"Should we build this ourselves or buy something?" is the most expensive question a business answers by instinct. We have watched both directions go wrong: a £40k custom build that an off-the-shelf tool did better, and a tangle of subscriptions that one weekend of code would have replaced.
The answer is rarely obvious, which is why we use a framework. Three scored questions, a weighting step, and one worked example below.
The three questions
Run through these for the process you are evaluating. Score each one from 1 (low) to 5 (high) and note your reasoning.
1. Is this how you compete?
If the process is your edge over competitors, owning it usually pays off. A bespoke pricing engine, a proprietary matching algorithm, a workflow that defines your service: these are build candidates. If the process is plumbing everyone has (payroll, email, basic accounting), buy the plumbing.
Score 5 if the process is a genuine differentiator. Score 1 if any competitor uses the same off-the-shelf tool and it has not held them back.
2. How far do your workflows sit from the market default?
Every off-the-shelf product encodes assumptions about how work should flow. The further your process sits from those assumptions, the more you pay in workarounds, duct tape, and eventual frustration. The question is not whether a tool can do it; it is how much pain you will absorb to make it.
Score 5 if your workflow is genuinely unusual and the market tools require heavy customisation. Score 1 if you could adopt the tool's way of working with minimal disruption.

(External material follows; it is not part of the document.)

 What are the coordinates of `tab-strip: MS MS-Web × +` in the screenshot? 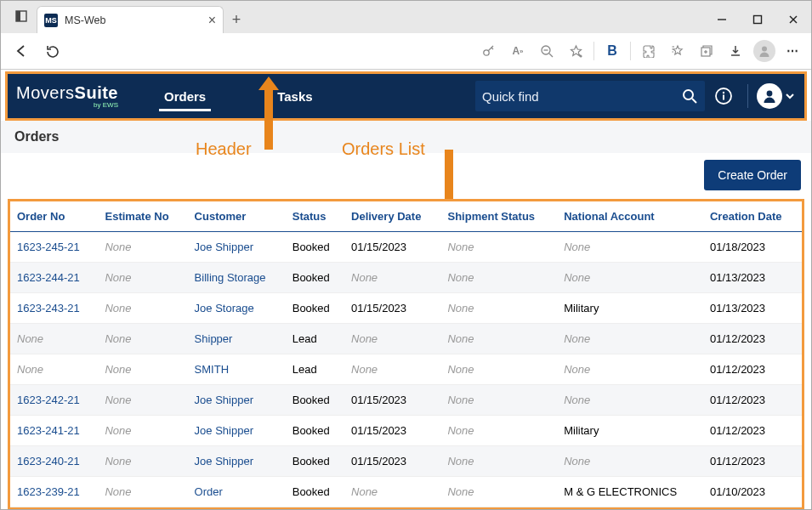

3. What does standing still cost?
Buying is faster to start; building is often cheaper to live with. The question is which clock is ticking. If you are losing customers or hours right now, the time-to-value of a bought tool may outweigh years of licence fees. If you have runway, a bespoke build pays back over time.
Score 5 if speed to a working solution is urgent. Score 1 if you can afford to build and own.
How to weigh the answers
Add the three scores and read off the quadrant:
| Total | Steer towards |
|---|---|
| 3–6 | Build. The case for ownership is strong on at least two dimensions |
| 7–9 | Hybrid. Buy a platform but own the parts that matter |
| 10–12 | Buy. The market serves you well; stop before the first line of code |
| 13–15 | Buy urgently. The cost of delay outweighs any long-term saving |
A score of 7–9 is the most common outcome, and the most interesting one. It says: use a platform for the commodity parts, but build the layer that makes it yours. That might be a custom integration, a bespoke reporting layer, or a workflow engine that sits on top of a bought foundation.
Why a framework beats a gut call
None of the questions above are novel. That is the point. A repeatable framework turns a decision you might make on instinct into one you can defend to the board, revisit when circumstances change, and apply consistently across every new process that comes up.
The gut-call failure mode is not that people choose badly. It is that they choose for the wrong reason (a vendor demo, a founder's preference, a number someone heard), and then cannot reverse it without embarrassment. Scoring forces the reasoning onto the table.
Worked example: a client intake process
A professional-services firm came to us asking whether to build a custom client intake and onboarding system. They were using a general-purpose form tool stitched to a spreadsheet, and it was costing someone roughly two hours a day in manual work.
We walked through the three questions:
Is this how you compete? Their intake process is genuinely unusual: multi-stage, with conditional document requests that depend on the client's sector and deal size. Competitors use generic forms. Score: 4.
How weird are you? They had looked at two CRM platforms. Both required significant workflow customisation to match their conditional logic, and neither handled their document collection neatly. Score: 4.
What does standing still cost? Two hours a day at a senior coordinator's rate, plus occasional errors that had caused one delayed deal. Urgent, but not critical. Score: 3.
Total: 11. The steer is "buy, but consider a hybrid."
We recommended a mid-market CRM with a thin custom integration for the conditional document logic. The CRM handles the commodity parts (contact records, pipeline stages, email) while a small piece of code they own handles the intake rules. Cost: lower than a full bespoke build, better than the workaround they had, and the custom layer is small enough to maintain.
The bigger point
The frame the client ultimately cares about is not "build vs buy" in the abstract. It is: which option gives us reliable, owned capability at a cost we can sustain? A properly run evaluation answers that question before a contract is signed or a line of code is written.
If you are facing a decision like this, we are happy to run through the framework with you.